The Gentle Art of Smoking, Alfred H. Dunhill, 1954.

The Great Americans

August 8th, 2009  |  Published in Hip Hop, Honourable Badge Of Merit

In “D.O.A.,” Jay-Z seems to ask of abusers of Auto-Tune, “Have you left no sense of decency?” We applaud him for his demanding that hip hop not devolve into a succession of fads, each one geared more blatantly at tween girls and their ringtone-money.

The Times points out that Jay-Z’s song has, rather than killing Auto-Tune software, helped spur it to record sales. Hova alone is not to blame. The “Auto-Tune the News” guys and Vimeo are also responsible, as are hordes of wack MCs and would-be humorists with access to Auto-Tune, Flash, and the interwebs.

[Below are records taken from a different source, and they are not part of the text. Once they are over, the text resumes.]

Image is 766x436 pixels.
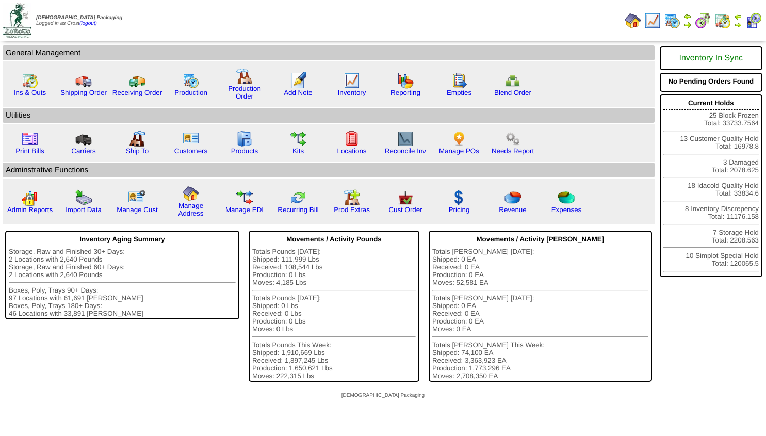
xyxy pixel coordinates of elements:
img: reconcile.gif [290,189,307,206]
img: workflow.gif [290,131,307,147]
img: zoroco-logo-small.webp [3,3,31,38]
a: Add Note [284,89,313,97]
img: edi.gif [236,189,253,206]
img: workflow.png [505,131,521,147]
div: Current Holds [664,97,759,110]
img: pie_chart.png [505,189,521,206]
a: Locations [337,147,366,155]
img: factory.gif [236,68,253,85]
a: Reconcile Inv [385,147,426,155]
div: 25 Block Frozen Total: 33733.7564 13 Customer Quality Hold Total: 16978.8 3 Damaged Total: 2078.6... [660,94,763,277]
a: Products [231,147,259,155]
div: Movements / Activity Pounds [252,233,416,246]
img: calendarprod.gif [183,72,199,89]
img: pie_chart2.png [558,189,575,206]
a: Revenue [499,206,526,214]
img: calendarinout.gif [715,12,731,29]
span: [DEMOGRAPHIC_DATA] Packaging [342,393,425,398]
img: calendarblend.gif [695,12,712,29]
a: Ship To [126,147,149,155]
img: cust_order.png [397,189,414,206]
a: Cust Order [389,206,422,214]
img: calendarcustomer.gif [746,12,762,29]
span: Logged in as Crost [36,15,122,26]
img: workorder.gif [451,72,468,89]
a: Production Order [228,85,261,100]
img: po.png [451,131,468,147]
div: Totals [PERSON_NAME] [DATE]: Shipped: 0 EA Received: 0 EA Production: 0 EA Moves: 52,581 EA Total... [432,248,649,380]
a: Admin Reports [7,206,53,214]
a: Kits [293,147,304,155]
a: Manage Cust [117,206,157,214]
a: Import Data [66,206,102,214]
img: home.gif [183,185,199,202]
a: Ins & Outs [14,89,46,97]
div: No Pending Orders Found [664,75,759,88]
img: cabinet.gif [236,131,253,147]
a: Manage POs [439,147,479,155]
div: Movements / Activity [PERSON_NAME] [432,233,649,246]
img: calendarprod.gif [664,12,681,29]
td: General Management [3,45,655,60]
img: prodextras.gif [344,189,360,206]
img: graph2.png [22,189,38,206]
td: Utilities [3,108,655,123]
img: truck3.gif [75,131,92,147]
img: calendarinout.gif [22,72,38,89]
a: Receiving Order [113,89,162,97]
a: Inventory [338,89,366,97]
a: Carriers [71,147,95,155]
a: Needs Report [492,147,534,155]
img: locations.gif [344,131,360,147]
img: home.gif [625,12,641,29]
img: import.gif [75,189,92,206]
a: Recurring Bill [278,206,318,214]
a: Blend Order [494,89,532,97]
a: Customers [174,147,207,155]
img: arrowleft.gif [734,12,743,21]
div: Inventory Aging Summary [9,233,236,246]
img: invoice2.gif [22,131,38,147]
img: managecust.png [128,189,147,206]
img: orders.gif [290,72,307,89]
a: Prod Extras [334,206,370,214]
img: customers.gif [183,131,199,147]
div: Totals Pounds [DATE]: Shipped: 111,999 Lbs Received: 108,544 Lbs Production: 0 Lbs Moves: 4,185 L... [252,248,416,380]
img: line_graph2.gif [397,131,414,147]
img: line_graph.gif [344,72,360,89]
a: Manage EDI [226,206,264,214]
img: dollar.gif [451,189,468,206]
a: Expenses [552,206,582,214]
img: factory2.gif [129,131,146,147]
img: truck2.gif [129,72,146,89]
img: network.png [505,72,521,89]
div: Storage, Raw and Finished 30+ Days: 2 Locations with 2,640 Pounds Storage, Raw and Finished 60+ D... [9,248,236,317]
a: Print Bills [15,147,44,155]
a: Shipping Order [60,89,107,97]
td: Adminstrative Functions [3,163,655,178]
img: truck.gif [75,72,92,89]
a: Manage Address [179,202,204,217]
a: Pricing [449,206,470,214]
div: Inventory In Sync [664,49,759,68]
img: arrowright.gif [684,21,692,29]
a: Reporting [391,89,421,97]
img: arrowright.gif [734,21,743,29]
span: [DEMOGRAPHIC_DATA] Packaging [36,15,122,21]
a: Empties [447,89,472,97]
img: line_graph.gif [645,12,661,29]
img: graph.gif [397,72,414,89]
a: Production [174,89,207,97]
a: (logout) [79,21,97,26]
img: arrowleft.gif [684,12,692,21]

And yet the Auto-Tune debate isn’t just about fad-ism, I think. Whether or not certain artists use Auto-Tune will be largely irrelevant in a few years. What counts, at least to Jay-Z, is that everyone care what Jay-Z thinks. In his role as the living avatar of hip hop (a role I acknowledge even if Dre3000 is a better rapper, or DOOM more adaptive and fun), Jay-Z must fight for tradition—for any tradition. Public figures must generally either court controversy (as does Eminem) or play the role of the conservative mother-father, the defender of good ole-fashioned common sense about subject X, whatever it is.

(Ever a step ahead of Jay, the incomparably paranoid and too-often-hated-on Nas, with Nick Cannon, recently released this bizarre video trumpeting the upcoming End Times of hip hop, when all rappers will have sold their souls to their corporate overlords.)

But part of the fun and challenge of being public figure in America is straddling lines. How do you come off as a defender of tradition without being stodgy, and how do you challenge norms without annoying your audience? Can you have it both ways?

Jay-Z and all current celebrity artists and thinkers should take a page from another great American publican, a lady’s man with a burly-chic, an avant-garde businessman, a powerbroker with unimpeachable (cobblestone) street cred who went by the name of Bennie “Almanac-Mackin” F-lin. Bennie’s roundly and deservedly honored today by Maria Kalman, who earns an Honourable Badge Of Merit.

By way of coda: Writing of the Almanacker makes me think of another portly, famous public figure, one not so deft at juggling conflicting images as Franklin or Hova. While Franklin or Hova might get nasty on mulled wine or designer drugs, they’d probably keep it a secret. They’d support liberal politicians and attack wack new sounds, be those sounds pressed to wax cylinder or MP3.

Orson Welles, on the other hand, blazed too quickly, spending his cultural cash early in his private war against William Hearst, and ending his life a crazy-eyed drunk, like a slurry, overweight Dracula. I love the man, but really. The footage speaks for itself.